A Quote by Alain de Botton

Distress at losing an object can be as much a frustration at the intellectual mystery of the disappearance as about the loss itself. — © Alain de Botton
Distress at losing an object can be as much a frustration at the intellectual mystery of the disappearance as about the loss itself.
The Godhead is never an object of its own knowledge. Just as a knife doesn't cut itself, fire doesn't burn itself, light doesn't illuminate itself. It's always an endless mystery to itself.
The best way to measure the loss of intellectual sophistication - this "nerdification," to put it bluntly - is in the growing disappearance of sarcasm, as mechanic minds take insults a bit too literally.
I have a disturbing problem with losing things. My vulnerability to loss-distress could properly be labeled not only inordinate, but neurotic.
A mystery is a problem that encroaches upon itself because the questioner becomes the object of the question. Getting to Mars is a problem. Falling in love is a mystery.

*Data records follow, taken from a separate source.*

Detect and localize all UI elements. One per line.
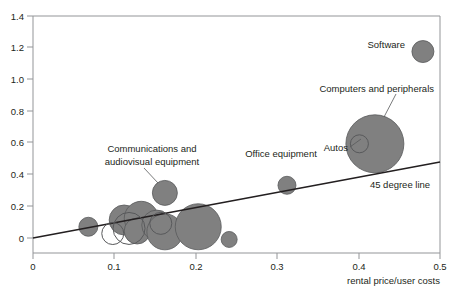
chart-canvas: 1.4 1.2 1.0 0.8 0.6 0.4 0.2 0 0 0.1 0.2 … — [0, 0, 454, 286]
bubble-unlabeled-11 — [221, 231, 237, 247]
x-tick-label-0.1: 0.1 — [107, 261, 120, 272]
x-tick-label-0.2: 0.2 — [189, 261, 202, 272]
label-communications-line1: Communications and — [107, 143, 196, 154]
x-tick-label-0.5: 0.5 — [433, 261, 446, 272]
x-tick-label-0.3: 0.3 — [270, 261, 283, 272]
leader-computers — [384, 94, 396, 117]
leader-communications — [144, 168, 158, 183]
reference-line-45-degree — [33, 162, 440, 238]
y-tick-label-0.8: 0.8 — [11, 106, 24, 117]
y-tick-label-0: 0 — [19, 233, 24, 244]
label-office-equipment: Office equipment — [245, 148, 317, 159]
label-communications-line2: audiovisual equipment — [105, 156, 200, 167]
y-axis-tick-labels: 1.4 1.2 1.0 0.8 0.6 0.4 0.2 0 — [11, 11, 24, 244]
bubble-chart: 1.4 1.2 1.0 0.8 0.6 0.4 0.2 0 0 0.1 0.2 … — [0, 0, 454, 286]
label-computers-and-peripherals: Computers and peripherals — [319, 83, 434, 94]
x-axis-tick-labels: 0 0.1 0.2 0.3 0.4 0.5 — [30, 261, 446, 272]
label-autos: Autos — [324, 142, 349, 153]
y-tick-label-0.4: 0.4 — [11, 169, 24, 180]
x-tick-label-0.4: 0.4 — [352, 261, 365, 272]
label-45-degree-line: 45 degree line — [370, 179, 430, 190]
label-software: Software — [368, 39, 406, 50]
y-tick-label-0.2: 0.2 — [11, 201, 24, 212]
x-axis-ticks — [33, 253, 440, 259]
x-axis-title: rental price/user costs — [347, 275, 440, 286]
y-tick-label-1.0: 1.0 — [11, 74, 24, 85]
x-tick-label-0: 0 — [30, 261, 35, 272]
y-axis-ticks — [27, 16, 33, 238]
y-tick-label-0.6: 0.6 — [11, 137, 24, 148]
y-tick-label-1.4: 1.4 — [11, 11, 24, 22]
y-tick-label-1.2: 1.2 — [11, 42, 24, 53]
bubble-software — [412, 41, 434, 63]
bubble-communications-and-audiovisual-equipment — [152, 180, 177, 205]
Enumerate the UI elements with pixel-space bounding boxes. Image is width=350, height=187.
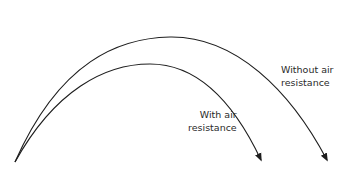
label-with-air-resistance: With air resistance bbox=[188, 108, 237, 134]
trajectory-without-air-resistance bbox=[15, 37, 327, 162]
label-with-line1: With air bbox=[188, 108, 237, 121]
trajectory-diagram bbox=[0, 0, 350, 187]
label-without-line1: Without air bbox=[281, 63, 334, 76]
label-without-line2: resistance bbox=[281, 76, 334, 89]
label-with-line2: resistance bbox=[188, 121, 237, 134]
label-without-air-resistance: Without air resistance bbox=[281, 63, 334, 89]
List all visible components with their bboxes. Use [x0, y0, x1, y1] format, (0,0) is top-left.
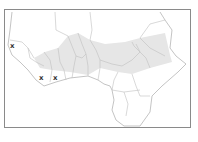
- west-africa-map: [0, 0, 198, 142]
- marker-1: x: [10, 43, 15, 50]
- shaded-region: [34, 33, 172, 75]
- marker-3: x: [53, 75, 58, 82]
- marker-2: x: [39, 75, 44, 82]
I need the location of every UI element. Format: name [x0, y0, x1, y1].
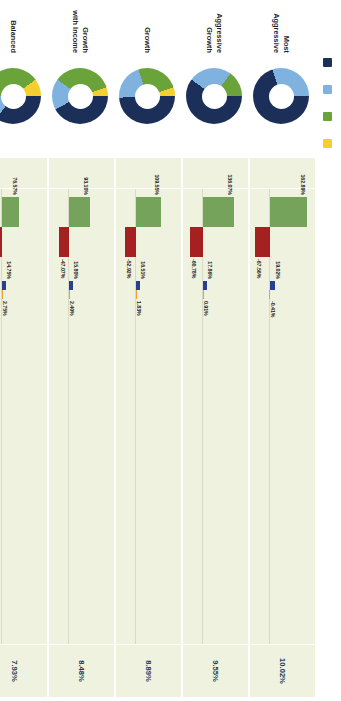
portfolio-row: AggressiveGrowth136.07%-60.78%17.86%0.91… — [181, 4, 248, 697]
bar-value-label: 2.75% — [2, 301, 8, 316]
highest-fifteen-year-bar — [136, 281, 140, 290]
portfolio-name-line: Balanced — [9, 20, 18, 53]
lowest-one-year-bar — [0, 227, 2, 257]
highest-one-year-bar — [270, 197, 306, 227]
zero-line — [135, 189, 136, 644]
lowest-fifteen-year-bar — [203, 290, 204, 299]
chart-canvas: MostAggressive162.89%-67.56%19.02%-0.41%… — [0, 0, 341, 701]
portfolio-name-line: Most — [282, 13, 291, 53]
lowest-fifteen-year-bar — [69, 290, 70, 299]
asset-legend-swatch — [324, 139, 333, 148]
donut-ring — [120, 68, 176, 124]
bar-value-label: 109.55% — [154, 174, 160, 195]
bar-value-label: 17.86% — [207, 261, 213, 279]
bar-plot: 162.89%-67.56%19.02%-0.41% — [250, 189, 315, 644]
average-annual-return-value: 8.89% — [114, 645, 181, 697]
bar-value-label: -52.92% — [126, 259, 132, 278]
bar-value-label: 93.10% — [83, 177, 89, 195]
bar-value-label: 136.07% — [227, 174, 233, 195]
portfolio-name: Growthwith Income — [47, 4, 114, 60]
lowest-one-year-bar — [59, 227, 70, 257]
portfolio-row: MostAggressive162.89%-67.56%19.02%-0.41%… — [248, 4, 315, 697]
allocation-donut-chart — [47, 60, 114, 132]
portfolio-name: AggressiveGrowth — [181, 4, 248, 60]
donut-ring — [187, 68, 243, 124]
portfolio-name: MostAggressive — [248, 4, 315, 60]
average-annual-return-value: 8.48% — [47, 645, 114, 697]
zero-line — [269, 189, 270, 644]
bar-value-label: -47.07% — [60, 259, 66, 278]
lowest-one-year-bar — [190, 227, 204, 257]
highest-fifteen-year-bar — [203, 281, 207, 290]
allocation-donut-chart — [248, 60, 315, 132]
returns-bar-cell: 136.07%-60.78%17.86%0.91% — [181, 188, 248, 645]
bar-value-label: 76.57% — [12, 177, 18, 195]
zero-line — [202, 189, 203, 644]
row-gap — [114, 132, 181, 158]
portfolio-name-line: with Income — [71, 10, 80, 53]
asset-legend-item — [324, 112, 333, 125]
donut-ring — [254, 68, 310, 124]
row-gap — [47, 132, 114, 158]
portfolio-board: MostAggressive162.89%-67.56%19.02%-0.41%… — [0, 0, 315, 701]
asset-class-legend — [315, 0, 341, 701]
axis-gutter — [114, 158, 181, 188]
allocation-donut-chart — [181, 60, 248, 132]
lowest-fifteen-year-bar — [269, 290, 270, 299]
axis-gutter — [0, 158, 47, 188]
asset-legend-swatch — [324, 85, 333, 94]
bar-value-label: 19.02% — [275, 261, 281, 279]
bar-value-label: 2.40% — [69, 301, 75, 316]
bar-value-label: 162.89% — [300, 174, 306, 195]
lowest-fifteen-year-bar — [2, 290, 3, 299]
portfolio-row: Growth109.55%-52.92%16.51%1.83%8.89% — [114, 4, 181, 697]
lowest-one-year-bar — [125, 227, 137, 257]
row-gap — [248, 132, 315, 158]
bar-value-label: -60.78% — [191, 259, 197, 278]
portfolio-name-line: Growth — [81, 10, 90, 53]
bar-plot: 109.55%-52.92%16.51%1.83% — [116, 189, 181, 644]
returns-bar-cell: 76.57%-40.64%14.75%2.75% — [0, 188, 47, 645]
zero-line — [68, 189, 69, 644]
portfolio-name: Balanced — [0, 4, 47, 60]
asset-legend-item — [324, 85, 333, 98]
highest-one-year-bar — [69, 197, 90, 227]
row-gap — [181, 132, 248, 158]
highest-fifteen-year-bar — [2, 281, 5, 290]
average-annual-return-value: 7.93% — [0, 645, 47, 697]
allocation-donut-chart — [0, 60, 47, 132]
bar-value-label: 14.75% — [6, 261, 12, 279]
returns-bar-cell: 162.89%-67.56%19.02%-0.41% — [248, 188, 315, 645]
bar-value-label: -0.41% — [270, 301, 276, 317]
portfolio-name-line: Aggressive — [215, 13, 224, 53]
bar-value-label: 0.91% — [203, 301, 209, 316]
returns-bar-cell: 109.55%-52.92%16.51%1.83% — [114, 188, 181, 645]
lowest-one-year-bar — [255, 227, 270, 257]
portfolio-name: Growth — [114, 4, 181, 60]
bar-value-label: 15.80% — [73, 261, 79, 279]
bar-value-label: 1.83% — [136, 301, 142, 316]
bar-plot: 136.07%-60.78%17.86%0.91% — [183, 189, 248, 644]
allocation-donut-chart — [114, 60, 181, 132]
donut-ring — [0, 68, 42, 124]
highest-one-year-bar — [2, 197, 19, 227]
portfolio-row: Growthwith Income93.10%-47.07%15.80%2.40… — [47, 4, 114, 697]
row-gap — [0, 132, 47, 158]
average-annual-return-value: 10.02% — [248, 645, 315, 697]
axis-gutter — [47, 158, 114, 188]
portfolio-name-line: Growth — [143, 27, 152, 53]
asset-legend-item — [324, 139, 333, 152]
bar-value-label: 16.51% — [140, 261, 146, 279]
highest-one-year-bar — [136, 197, 160, 227]
lowest-fifteen-year-bar — [136, 290, 137, 299]
axis-gutter — [181, 158, 248, 188]
highest-fifteen-year-bar — [69, 281, 73, 290]
donut-ring — [53, 68, 109, 124]
highest-fifteen-year-bar — [270, 281, 274, 290]
bar-value-label: -67.56% — [256, 259, 262, 278]
asset-legend-item — [324, 58, 333, 71]
portfolio-name-line: Aggressive — [272, 13, 281, 53]
bar-plot: 76.57%-40.64%14.75%2.75% — [0, 189, 47, 644]
highest-one-year-bar — [203, 197, 233, 227]
asset-legend-swatch — [324, 112, 333, 121]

From the moment they had left the Earth, their own weight, and that of the Projectile and the objects therein contained, had been undergoing a progressive diminution. . . . Of course, it is quite clear, that this decrease could not be indicated by an ordinary scales, as the weight to balance the object would have lost precisely as much as the object itself. But a spring balance, for instance, in which the tension of the coil is independent of attraction, would have readily given the exact equivalent of the loss.
Losing money is a big loss, losing friends is greater than the loss, also lost all faith is lost
Any object of desire is bound to bring frustration. Any expectation is bound to turn into frustration. Expectation is the beginning of frustration, the very seed. Beware of it!
Love at its highest flood rushes beyond its object, and loses itself in the sense of divine mystery.
It is difficult for young players to learn - because of the great emphasis on records - but, ideally, the joy and frustration of sport should come from the performance itself, not the score. While he is playing, the worst thing a player can think about in terms of concentration - and therefore of success - is losing. The next worst is winning.
But though every created thing is, in this sense, a mystery, the word mystery cannot be applied to moral truth, any more than obscurity can be applied to light. ... Mystery is the antagonist of truth. It is a fog of human invention, that obscures truth, and represents it in distortion. Truth never envelops itself in mystery, and the mystery in which it is at any time enveloped is the work of its antagonist, and never of itself.
The first track is the end of a string. At the far end, a being is moving; a mystery, dropping a hint about itself every so many feet, telling you more about itself until you can almost see it, even before you come to it. The mystery reveals itself slowly, track by track, giving its genealogy early to coax you in. Further on, it will tell you the intimate details of its life and work, until you know the maker of the track like a lifelong friend.
Here God is not approached as an object that we must love, but as a mystery present in the very act of love itself.
Loss is essential, loss is part and parcel of that necessary calamity called life. Mind you, I'm not complaining. Thanks to some inexplicable universal guiding force, it is always the worthless things we lose - slough off, like a moulting snake. Losing and losing again, is the very basis of the process, til all we are left with is the bare essence of human existence.
A mystery is not a puzzle waiting to be solved, but rather something for which there is no human solution. Mystery's offspring is not frustration but awe, and that sense of awe grows in tandem with knowledge.
In my own view, Hamas's frustration derives from a lack of legitimization by Israel and by much of the world. It is this frustration that leads them to such destructive desperation. That's why we need to grant them status as a legitimate enemy - before we talk about an agreement or, alternatively, about a frontal war.
Temperance is love surrendering itself wholly to Him who is its object; courage is love bearing all things gladly for the sake of Him who is its object; justice is love serving only Him who is its object, and therefore rightly ruling; prudence is love making wise distinction between what hinders and what helps itself.